Robert F. Kennedy Jr.’s boasting to friends that star reporter Olivia Nuzzi had sent him intimate photos was what led the scandal to explode, the Daily Beast can reveal. News of the 70-year-old’s bragging reached the ears of the 31-year-old New York magazine correspondent’s boss—who confronted her over the photos.
Nuzzi repeatedly denied an affair to David Haskell, New York’s editor-in-chief, but eventually told the truth. Nuzzi has now been suspended and is being investigated over her journalistic ethics by an outside party.
Puck News reported Friday night that Nuzzi allegedly sent “demure” nudes of herself to RFK Jr. during their “sexting” affair.
Haskell confronted Nuzzi about the affair during a 5:30 p.m. meeting at the magazine’s downtown Manhattan offices on Sept. 13, a source familiar with the matter told the Daily Beast. The meeting was limited to just Nuzzi and Haskell.
Haskell told Nuzzi, 31, that he had been informed that Kennedy had bragged about his relationship with Nuzzi to others, including possessing photographs of her, and that they were in a romantic relationship.
Nuzzi initially—and repeatedly—denied the relationship, the source told the Daily Beast. Haskell gave Nuzzi the option to admit the truth, and she eventually confirmed the relationship.
New York magazine did not comment. Nuzzi declined to comment. RFK Jr. did not return requests for comment.
On Thursday, after news of their “affair” broke, Kennedy forcefully denied ever meeting Nuzzi socially. “Mr. Kennedy only met Olivia Nuzzi once in his life for an interview she requested, which yielded a hit piece,” a Kennedy spokesperson told CNN.
However, a source familiar with the matter said the two had met multiple times, though they cautioned those meetings included public functions, and maintained that Nuzzi and Kennedy’s relationship was never physical.
Nuzzi has established herself as a force among political reporters. A Daily Beast employee from 2014 to 2017, she was named among Forbes’ 2018 “30 Under 30,” and she was awarded the American Society of Magazine Editors’ “NEXT” award, which honors breakthrough journalists under the age of 30, in 2019.
Her work in 2024 was no exception. Nuzzi broke in July how President Biden’s advisers had worked to shelter the president so that audiences would not pick up on his cognitive decline, a piece that helped tilt the coverage of Biden’s age (much to the ire of Democrats, whose complaints about Nuzzi led to Bloomberg nixing its press campaign for her show “Working Capital.” Bloomberg did not respond to a request for comment.)
She followed that up with a report earlier this month on a sobered Trump, using the former president’s wounded ear as a narrative device into a man addled by one (now two) assassination attempts.
News of the pairing sent shockwaves across the media industry after Status reporter Oliver Darcy revealed Nuzzi’s romantic relationship with Kennedy. The report recounted their months-long affair, and how Nuzzi failed to disclose the boundary-crossing dynamic to her editors.
Nuzzi admitted to the relationship in a statement to the Daily Beast and acknowledged it crossed journalistic red-lines, even if it was never physical. Nuzzi had spoken about Kennedy repeatedly throughout 2024, including reporting on his attempts to get Secret Service protection and describing the presidential race as a “three-man race” in March.
“Earlier this year, the nature of some communication between myself and a former reporting subject turned personal,” Nuzzi said. “During that time, I did not directly report on the subject nor use them as a source. The relationship was never physical but should have been disclosed to prevent the appearance of a conflict. I deeply regret not doing so immediately and apologize to those I’ve disappointed, especially my colleagues at New York.”
Kennedy, who has allegedly cheated on multiple past lovers, has been married to Curb Your Enthusiasm star Cheryl Hines since 2014. Nuzzi was engaged to Politico chief Washington correspondent Ryan Lizza, who revealed their separation in a note to Politico readers on Friday afternoon. The Kennedy news did not appear in the outlet’s morning edition of Playbook, which Lizza co-writes.
“Because of my connection to this story through my ex-fiancée, my editors and I have agreed that I won’t be involved in any coverage of Kennedy in Playbook or elsewhere at POLITICO,” he said in a statement. The two broke up last month.
The magazine said on Thursday that Nuzzi was “engaged in a personal relationship with a former subject relevant to the 2024 campaign while she was reporting on the campaign,” which violated the publication’s editorial standards. The magazine told readers an internal review of her 2024 work found “no inaccuracies or bias,” though it still placed her on leave pending a third-party review.
Haskell informed staff Thursday night about the news, and he said in a newsroom memo the third-party review would factor into Nuzzi’s future at the award-winning magazine.
“We are engaging an independent third party to run their own review of her 2024 writing, which I believe will help us see with clear eyes if there is more we need to disclose or anything we need to correct,” he wrote in a memo obtained by Semafor.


▶ Task to complete:
Filter the listing below down to the lines holding the word "button", and copy those lines.

--- START ---

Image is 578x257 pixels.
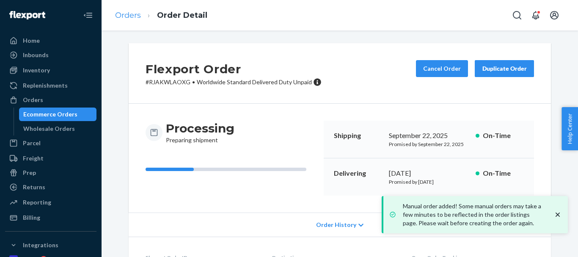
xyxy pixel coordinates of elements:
[23,81,68,90] div: Replenishments
[23,213,40,222] div: Billing
[416,60,468,77] button: Cancel Order
[19,108,97,121] a: Ecommerce Orders
[562,107,578,150] button: Help Center
[475,60,534,77] button: Duplicate Order
[23,36,40,45] div: Home
[5,93,97,107] a: Orders
[334,168,382,178] p: Delivering
[389,168,469,178] div: [DATE]
[5,79,97,92] a: Replenishments
[483,168,524,178] p: On-Time
[23,124,75,133] div: Wholesale Orders
[23,139,41,147] div: Parcel
[5,48,97,62] a: Inbounds
[403,202,545,227] p: Manual order added! Some manual orders may take a few minutes to be reflected in the order listin...
[5,180,97,194] a: Returns
[80,7,97,24] button: Close Navigation
[527,7,544,24] button: Open notifications
[23,110,77,119] div: Ecommerce Orders
[9,11,45,19] img: Flexport logo
[23,168,36,177] div: Prep
[19,122,97,135] a: Wholesale Orders
[482,64,527,73] div: Duplicate Order
[546,7,563,24] button: Open account menu
[146,78,322,86] p: # RJAKWLAOXG
[115,11,141,20] a: Orders
[23,154,44,163] div: Freight
[5,34,97,47] a: Home
[5,152,97,165] a: Freight
[23,51,49,59] div: Inbounds
[157,11,207,20] a: Order Detail
[23,96,43,104] div: Orders
[23,198,51,207] div: Reporting
[334,131,382,141] p: Shipping
[5,63,97,77] a: Inventory
[389,178,469,185] p: Promised by [DATE]
[5,196,97,209] a: Reporting
[5,238,97,252] button: Integrations
[483,131,524,141] p: On-Time
[166,121,234,136] h3: Processing
[316,221,356,229] span: Order History
[192,78,195,85] span: •
[23,183,45,191] div: Returns
[389,141,469,148] p: Promised by September 22, 2025
[389,131,469,141] div: September 22, 2025
[509,7,526,24] button: Open Search Box
[197,78,312,85] span: Worldwide Standard Delivered Duty Unpaid
[554,210,562,219] svg: close toast
[146,60,322,78] h2: Flexport Order
[23,66,50,74] div: Inventory
[5,211,97,224] a: Billing
[23,241,58,249] div: Integrations
[166,121,234,144] div: Preparing shipment
[5,136,97,150] a: Parcel
[108,3,214,28] ol: breadcrumbs
[5,166,97,179] a: Prep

--- END ---

▶ Output of the exercise:
[416,60,468,77] button: Cancel Order
[562,107,578,150] button: Help Center
[475,60,534,77] button: Duplicate Order
[80,7,97,24] button: Close Navigation
[527,7,544,24] button: Open notifications
[546,7,563,24] button: Open account menu
[5,238,97,252] button: Integrations
[509,7,526,24] button: Open Search Box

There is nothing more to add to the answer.